EnergyFactor By ExxonMobil | Pespectives has a new home

Is shale gas cleaning our air?

On Earth Day, back in April, I highlighted a very interesting chart from the Environmental Protection Agency illustrating how much cleaner the nation’s air has become over the past four decades. This achievement comes despite the fact that a number of trends – energy consumption, population, vehicle miles traveled – have increased considerably.

The conventional wisdom holds that more people driving more miles and using more energy should result in more air pollution. But they haven’t. Our air has been getting cleaner instead … much cleaner.

Along comes more evidence from the federal government – this time from the National Aeronautics and Space Administration. Its satellite images make a similar point in dramatic fashion.

The space agency’s Aura satellite has been monitoring the planet since 2004. Among its findings, according to NASA, is that “people in major U.S. cities are breathing less nitrogen dioxide – a yellow-brown gas that can cause respiratory problems.”

Nitrogen dioxide – or NO2 – is among the six common pollutants regulated by EPA under the Clean Air Act. It is produced largely through the combustion of gasoline in motor vehicles and coal in plants generating electricity.

NASA’s images show just how significantly NO2 pollution has decreased from 2005 to 2011.

What accounts for this visible drop-off in NO2 emissions? According to NASA, “The shift is the result of regulations, technology improvements, and economic changes, scientists say.”

That statement is correct, but could use a little clarification.

I’ll note that the 2005 to 2011 period Aura measures roughly parallels the period during which America’s shale gas revolution got underway. The abundance of natural gas produced from the nation’s shale plays has helped lead to a dramatic switch among many utilities. They are moving from coal to cleaner-burning natural gas to generate electricity.

Numbers from the Energy Information Administration tell the tale. As the amount of electricity generated by coal has fallen during the period in question, about 90 percent of that shortfall has been made up by soaring production of electricity from natural gas.

As many others have noted, this has resulted in fewer greenhouse gas emissions nationwide.  And fewer emissions of pollutants like nitrogen dioxide as well.

For those who follow energy issues, this is just another chapter in the remarkable story of how shale energy is benefiting people and our environmental quality. It’s a story that more people should know.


*To do*. From the records below, please repeat exactly the line that has "List each element", the line that has "Decompose this screenshot", and every line between them, and nothing else.

*Information shown*.
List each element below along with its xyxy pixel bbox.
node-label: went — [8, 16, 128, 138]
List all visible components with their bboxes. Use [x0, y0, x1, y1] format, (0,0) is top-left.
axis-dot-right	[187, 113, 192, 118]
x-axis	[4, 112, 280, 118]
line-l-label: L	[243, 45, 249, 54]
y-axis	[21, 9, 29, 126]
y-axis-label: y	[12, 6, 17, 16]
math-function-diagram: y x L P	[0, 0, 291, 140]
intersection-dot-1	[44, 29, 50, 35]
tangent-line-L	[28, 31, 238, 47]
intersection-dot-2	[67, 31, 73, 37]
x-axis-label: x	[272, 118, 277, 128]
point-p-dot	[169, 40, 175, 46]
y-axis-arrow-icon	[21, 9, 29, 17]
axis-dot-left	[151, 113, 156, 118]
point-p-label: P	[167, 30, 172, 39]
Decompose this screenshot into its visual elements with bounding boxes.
--
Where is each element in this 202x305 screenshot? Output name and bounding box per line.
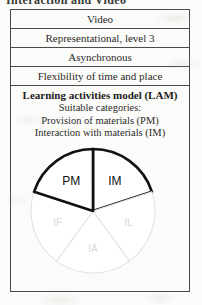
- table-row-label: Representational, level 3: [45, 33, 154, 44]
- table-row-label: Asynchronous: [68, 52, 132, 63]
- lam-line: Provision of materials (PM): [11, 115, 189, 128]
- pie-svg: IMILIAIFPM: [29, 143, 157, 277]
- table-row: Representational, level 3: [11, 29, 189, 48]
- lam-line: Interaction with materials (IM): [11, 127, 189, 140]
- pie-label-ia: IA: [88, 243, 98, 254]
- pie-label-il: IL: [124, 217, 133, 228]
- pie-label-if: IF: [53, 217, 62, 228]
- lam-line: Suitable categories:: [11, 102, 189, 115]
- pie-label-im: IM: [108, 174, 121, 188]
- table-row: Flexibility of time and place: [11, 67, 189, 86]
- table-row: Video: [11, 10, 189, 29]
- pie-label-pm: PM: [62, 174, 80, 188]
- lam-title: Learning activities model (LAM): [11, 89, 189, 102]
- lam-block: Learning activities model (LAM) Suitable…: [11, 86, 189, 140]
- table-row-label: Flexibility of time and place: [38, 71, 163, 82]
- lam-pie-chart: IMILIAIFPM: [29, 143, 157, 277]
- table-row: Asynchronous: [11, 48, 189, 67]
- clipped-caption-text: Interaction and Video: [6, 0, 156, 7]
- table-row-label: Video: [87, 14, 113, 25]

*Response box*.
List each element below along with its xyxy pixel bbox.
node-label: went — [8, 16, 128, 138]
List all visible components with their bboxes. Use [x0, y0, x1, y1] format, (0,0) is top-left.
axis-dot-right	[187, 113, 192, 118]
x-axis	[4, 112, 280, 118]
line-l-label: L	[243, 45, 249, 54]
y-axis	[21, 9, 29, 126]
y-axis-label: y	[12, 6, 17, 16]
math-function-diagram: y x L P	[0, 0, 291, 140]
intersection-dot-1	[44, 29, 50, 35]
tangent-line-L	[28, 31, 238, 47]
intersection-dot-2	[67, 31, 73, 37]
x-axis-label: x	[272, 118, 277, 128]
point-p-dot	[169, 40, 175, 46]
y-axis-arrow-icon	[21, 9, 29, 17]
axis-dot-left	[151, 113, 156, 118]
point-p-label: P	[167, 30, 172, 39]
Decompose this screenshot into its visual elements with bounding boxes.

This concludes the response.